J. J.: Six degree-of-freedom haptic rendering using voxel sampling. In ACM SIGGRAPH (1999), pp. 401–408.

[MSB04] MORRIS D., SEWELL C., BLEVINS N., BARBAGLI F., SALISBURYK.: A collaborative virtual environment for the simulation of temporal bone surgery.

In In MICCAI (2004), pp. 319–327.

[PPUH02] PETERSIK A., PFLESSER B., U.TIEDE, HÖHNEK. H.: Haptic rendering of volumetric anatomic models at sub-voxel resolution. In 10th Symposium on Haptic Interfaces for Virtual Environment and Teleopera- tor Systems (2002), p. 66.

[QKS01] QINGSONGZ., KEONGK. C., SINGN. W.: In- teractive surgical planning using context based volume vi- sualization techniques. In MIAR ’01 (2001), p. 21.

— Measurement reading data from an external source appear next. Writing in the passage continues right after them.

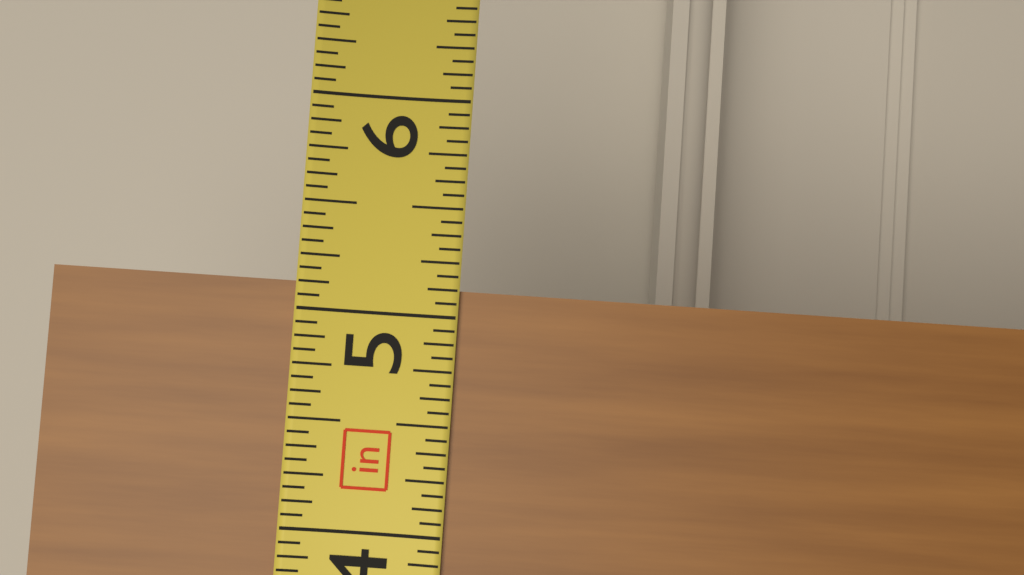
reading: 5.1250 in
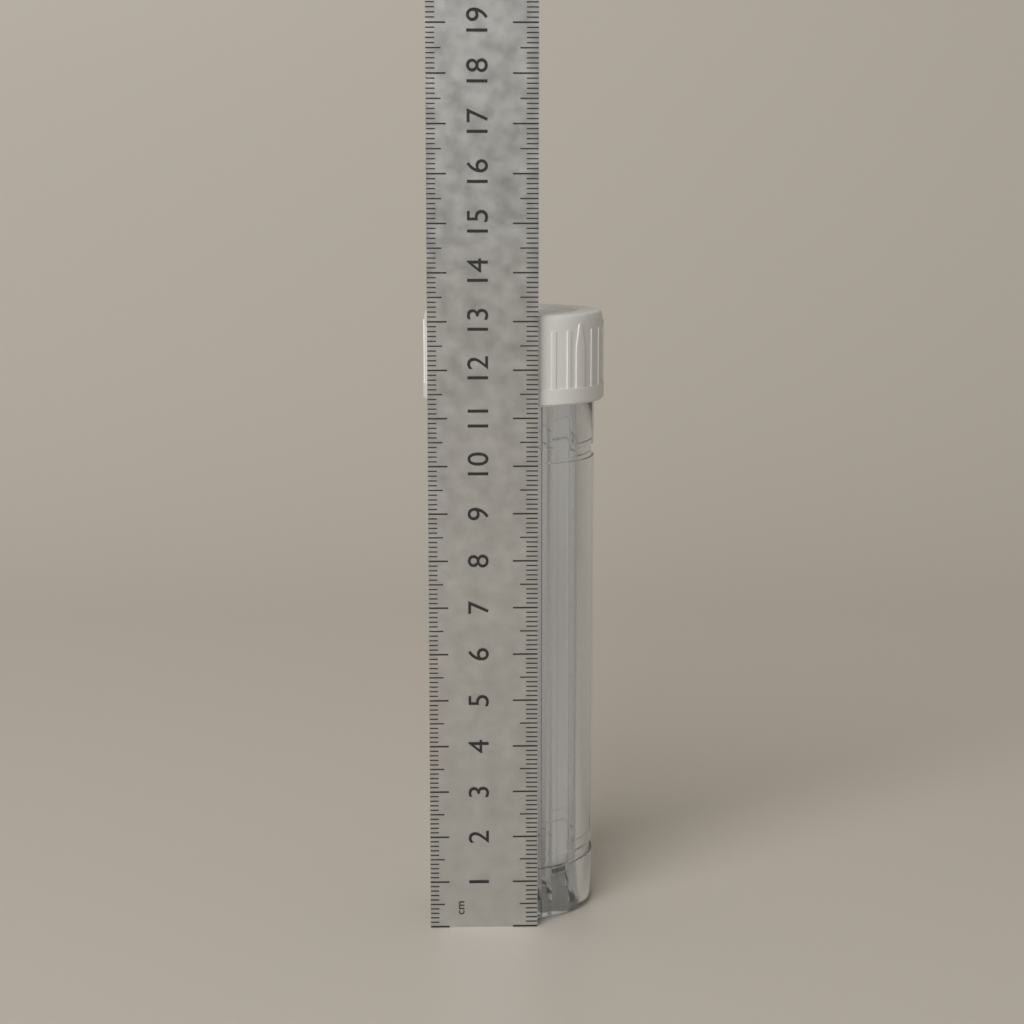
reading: 13.1 cm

[RHD08] RHIENMORA P., HADDAWY P., DAILEY

M. N., KHANALP., SUEBNUKARNS.: Development of a dental skills training simulator using virtual reality and haptic device. NECTEC (2008), 140–147.

[WZWL03] WANGD., ZHANGY., WANGY., LUP.: De- velopment of dental training system with haptic display.

The 12th IEEE International Workshop on Robot and Hu- man Interactive Com. (Nov. 2003), 159–164.

[YH06] YAUH. T., HSUC. Y.: Development of a dental training system based on point-based models. Computer- Aided Design & Applications. 3, 6 (2006), 591–598.